Confessions of a Jaded Mind

Legions of emotionally distraught teens follow Chris Carrabba's every word. But why?

I have seen the singing masses.

I have seen the 16-year-olds crowd into clubs and stretch their wiry bracelet-wrapped arms toward Dashboard Confessional leader Chris Carrabba. I have heard them sing, loudly and clearly, every word of his songs. I've seen them cry. I've read the New York Times claim that Dashboard's latest "may become the year's most important rock record."

And I still don't get it.

For those in the dark, Dashboard Confessional's melodramatic "emo" is the medicine of choice for legions of teens. They listen to the singer's every word intently. They dissect the songs on message boards and online diaries.

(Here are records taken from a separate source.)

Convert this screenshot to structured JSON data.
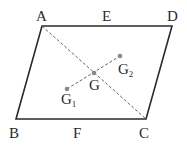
{
  "diagram": {
    "type": "parallelogram-with-centroids",
    "colors": {
      "edge": "#2a2a2a",
      "dashed": "#555555",
      "point": "#888888"
    },
    "vertices": {
      "A": {
        "label": "A",
        "x": 42,
        "y": 26
      },
      "D": {
        "label": "D",
        "x": 172,
        "y": 26
      },
      "B": {
        "label": "B",
        "x": 16,
        "y": 119
      },
      "C": {
        "label": "C",
        "x": 146,
        "y": 119
      }
    },
    "midpoints": {
      "E": {
        "label": "E"
      },
      "F": {
        "label": "F"
      }
    },
    "points": {
      "G": {
        "label": "G",
        "x": 94,
        "y": 73
      },
      "G1": {
        "label": "G",
        "sub": "1",
        "x": 67,
        "y": 89
      },
      "G2": {
        "label": "G",
        "sub": "2",
        "x": 120,
        "y": 56
      }
    }
  }
}
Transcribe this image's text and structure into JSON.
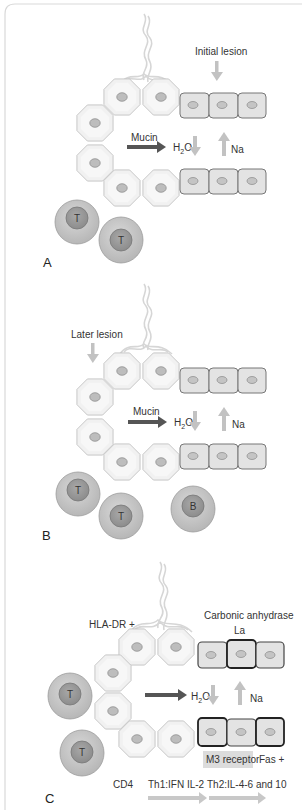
{
  "figure": {
    "colors": {
      "frame": "#d9d9d9",
      "acinar_fill": "#f0f0f0",
      "acinar_stroke": "#c8c8c8",
      "duct_fill": "#e2e2e2",
      "duct_stroke": "#7a7a7a",
      "duct_stroke_bold": "#3a3a3a",
      "nucleus_fill": "#bdbdbd",
      "nucleus_stroke": "#8a8a8a",
      "lymph_outer": "#c6c6c6",
      "lymph_inner": "#9a9a9a",
      "arrow_dark": "#555555",
      "arrow_light": "#c2c2c2",
      "m3_bg": "#dcdcdc"
    },
    "panels": [
      {
        "id": "A",
        "label": "A",
        "lesion_label": "Initial lesion",
        "mucin_label": "Mucin",
        "h2o_label": "H",
        "h2o_sub": "2",
        "h2o_suffix": "O",
        "na_label": "Na",
        "lymphocytes": [
          {
            "type": "T",
            "label": "T"
          },
          {
            "type": "T",
            "label": "T"
          }
        ]
      },
      {
        "id": "B",
        "label": "B",
        "lesion_label": "Later lesion",
        "mucin_label": "Mucin",
        "h2o_label": "H",
        "h2o_sub": "2",
        "h2o_suffix": "O",
        "na_label": "Na",
        "lymphocytes": [
          {
            "type": "T",
            "label": "T"
          },
          {
            "type": "T",
            "label": "T"
          },
          {
            "type": "B",
            "label": "B"
          }
        ]
      },
      {
        "id": "C",
        "label": "C",
        "hla_label": "HLA-DR +",
        "carbonic_label": "Carbonic anhydrase",
        "la_label": "La",
        "h2o_label": "H",
        "h2o_sub": "2",
        "h2o_suffix": "O",
        "na_label": "Na",
        "m3_label": "M3 receptor",
        "fas_label": "Fas +",
        "cd4_label": "CD4",
        "th1_label": "Th1:IFN IL-2",
        "th2_label": "Th2:IL-4-6 and 10",
        "lymphocytes": [
          {
            "type": "T",
            "label": "T"
          },
          {
            "type": "T",
            "label": "T"
          }
        ]
      }
    ]
  }
}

I want to understand it. So I grabbed Dashboard's 2001 release The Places You Have Come To Fear the Most and its latest, A Mark A Mission A Brand A Scar (both on Vagrant Records) and tried one more time.

The Places You Have Come to Fear the Most

"So this is odd, the painful realization that all has gone wrong...." And so The Places begins. In song after song, Carrabba spikes his acoustic alternapop with anger, sadness, cynicism and a hatred for seemingly every woman with whom he has ever come in contact. There is no light, no hope, nothing.

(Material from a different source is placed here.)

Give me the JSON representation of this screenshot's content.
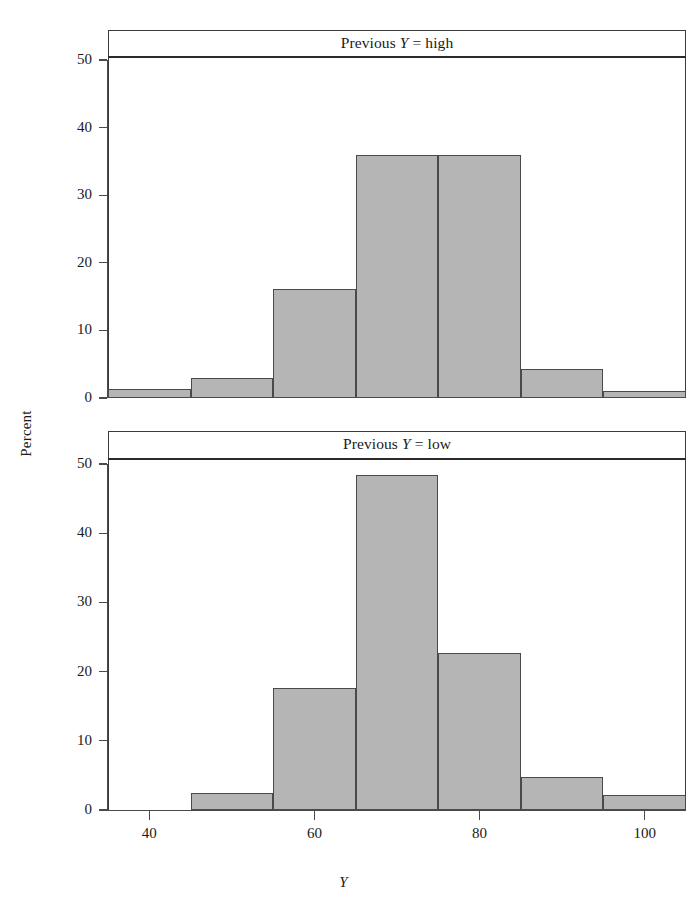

When I was 16, I would lock myself in my room and listen to "Taillights Fade" by Buffalo Tom over and over, and pine over a girl. I didn't have an online community of friends to discuss lyrics and life. I never went to a Buffalo Tom show and sang along with everyone else. Self-pity was an ugly thing that I never wanted to share with anyone else. Now Dashboard has created a church of self-pity.

A Mark A Mission A Brand A Scar

"Breathe in for luck, breathe in so deep/ this air is blessed, you share with me...." And so A Mark begins. Apparently Carrabba has found love, or at least the beginnings of it. And he has also found the electric guitar, essentially abandoning his acoustic bedroom sound.

Will the kids still sing along with him if his songs are less painful, and if the electric drowns out the crowd's shared ache? A part of me hopes they don't sing along, that they abandon their message boards, walk out of that church and find answers on their own. But another part of me knows that if I could have sung songs that spoke to my 16-year-old pains with my peers, I wouldn't have walked away.

Dashboard Confessional plays with MXPX, Brand New and Vendetta Red Saturday, Sept. 27, at the Salem Armory Auditorium, 2320 17th St. NE, Salem, 503-378-6923. 6 pm. $20 advance. All ages.

WWeek 2015

Willamette Week’s reporting has concrete impacts that change laws, force action from civic leaders, and drive compromised politicians from public office. Support WW's journalism today.